Neophilia: Why New Is Never Enough

NPR recently reviewed a writer who knows exactly why you continue to check Facebook every […]

Ethan Richardson / 1.16.12

NPR recently reviewed a writer who knows exactly why you continue to check Facebook every three minutes. The woman, Winifred Gallagher, has just written a book,  New: Understanding Our Need for Novelty and Change, about the human propensity for all things new. More than it just being a symptom of modern consumerism, more than it being a competitive compulsion to get-there-first, Gallagher talks about the biological-neurological yearning for significance. We seek out new things to see if they matter, if they will help us matter, and we quickly decide whether or not this new information-gadget-diet is sufficient to make that happen. We are compelled to seek new things because we are neurologically transfixed on adaptation–on reinventing ourselves to better survive.

The NPR article doesn’t give the book five stars, but more because of what Gallagher does with the research than what the research shows. Often running off on self-help tangents, she gives “chatty” advice about how to stem and hone the strengths of this tendency, rather than being more descriptive about its roots. Either way, it’s an intriguing idea, and something with a lot of legs in the self-justification department. Saying we’re not going to survive by staying still is really just thinking we’re not enough as we are–and so we consume what’s new, perpetually, in the hopes that the new will make us new. Whether it’s the iPhone with Siri, the new bar in town, ‘getting into tennis again,’ or finally starting the show everyone’s told you you would love, you do it (and do it again, and do it again) because you relent to the desire to be made new.

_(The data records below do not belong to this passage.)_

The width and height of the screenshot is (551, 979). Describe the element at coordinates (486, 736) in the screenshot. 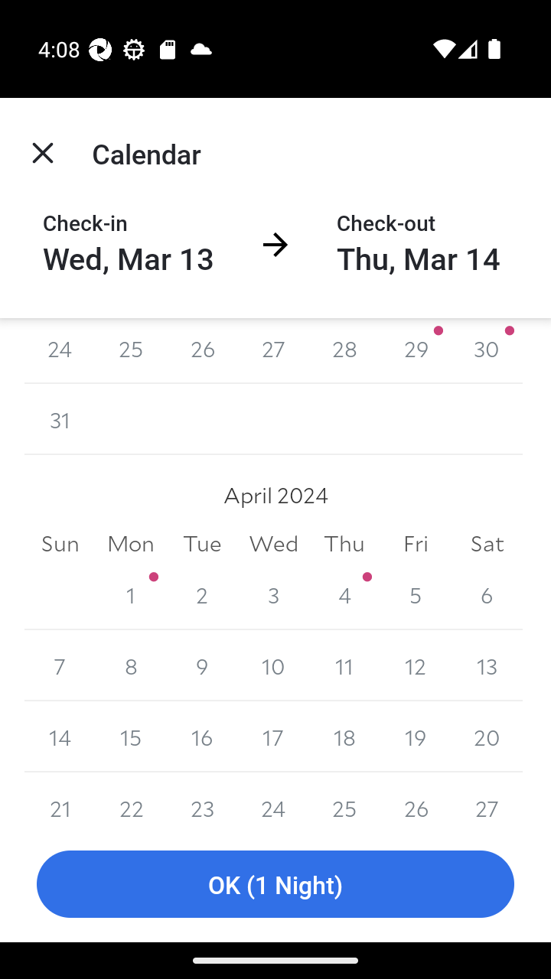

I see `20 20 April 2024` at that location. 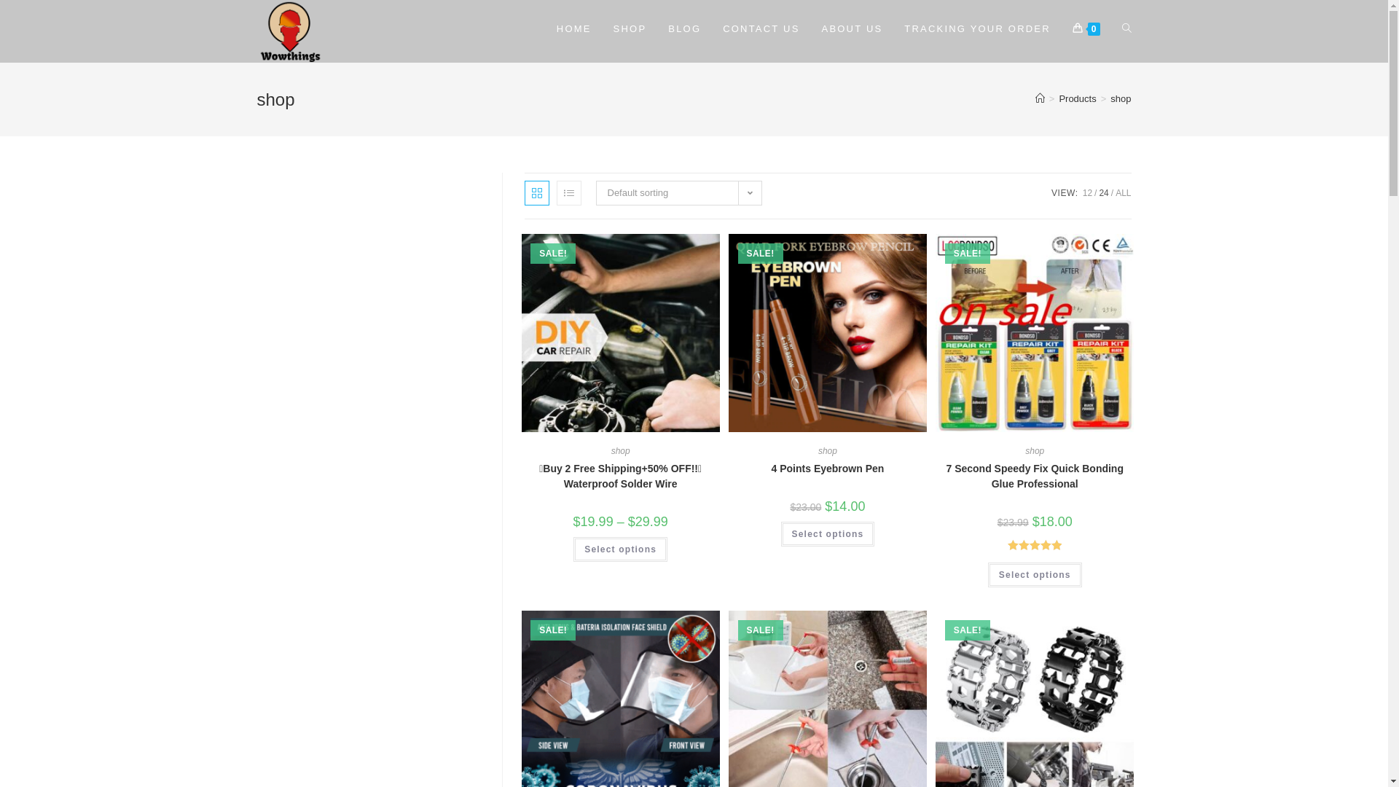 I want to click on TRACKING YOUR ORDER, so click(x=977, y=29).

Winifred Gallagher, a science writer, journalist and former psychology editor of American Health, has published, among other things, a unified theory of attention span, a researched chronicle of her own “neoagnosticism,” an investigation into the nature of identity, and a cultural history of the handbag. Rearrange the Library of Congress subject headings produced by Gallagher’s bibliography, and you could generate a pretty convincing parody of The New York Times‘ daily Most-Emailed list.

Her latest subject, therefore, comes as no surprise. In New: Understanding Our Need for Novelty and Change, Gallagher offers a study of neophilia, or “affinity for novelty,” which, as she states early on, we are “biologically as well as psychologically primed to engage with.”

Readers of popular science — a journalistic domain now mired in evolutionary psychology and diagrams of lit-up brains — will be relieved to learn that their unquenchable thirst for lowbrow dopamine squirts (new tweets about Kardashian annulments, Angry Bird high scores) isn’t only a symptom of self-discipline on the fritz. Our diverted focus is, in fact, really just an evolutionary predisposition in overdrive. Our natural neophilia is in place “to help us adapt to, learn about, and create the new things that matter, while dismissing the rest as distractions,” Gallagher writes. Though the stakes are lower than ever before (we need not filter out herds of gazelle in order to better focus on prides of lions), survival in our modern world still demands sensitivity to new things. It’s our success that requires maybe even more economical attention to them.

To illustrate this spectrum of survival and success, Gallagher opens New with an extended hypothetical anecdote. She gives us a tour of an airplane stuck on the tarmac. The jet is packed with passengers who have all just learned that takeoff has been delayed. Gallagher speculates about different travelers’ response to the news and how they handle the hassle. Some take the opportunity to get work done, others grow vexed and squander the time playing cellphone games. The 747 contains human specimens of extreme neophilia and extreme neophobia, along with those travelers who fall between the two poles — these are the ones who fare the inconvenience best of all.

…Gallagher is better at analyzing history than the present day, probably because it forces her to rely on specific textual examples rather than behavioral summaries. The book’s best chapter, by far, is “Culture, Curiosity, and Boredom,” which discusses Pandora and her box, and Eve and her apple as seminal spurs to our cultural imagination; explains the etymology of the word “novel”; and tells the story of Henry Harpending, an anthropologist who after two decades of fieldwork in Namibia has yet to elicit a Bushman word for “boredom.”

When Gallagher close-reads our own time, though, she comes up with passages that could have easily been mined from the sort of lazy magazine articles that target retirees: “When we buy a gadget,” she writes, “instead of prioritizing its usability, which is what really matters, we focus on its capability. Thus, we end up with the ones whose tons of new esoteric functions cost more, make us anxious, and will never be used.” Maybe Gallagher just needs an iPhone.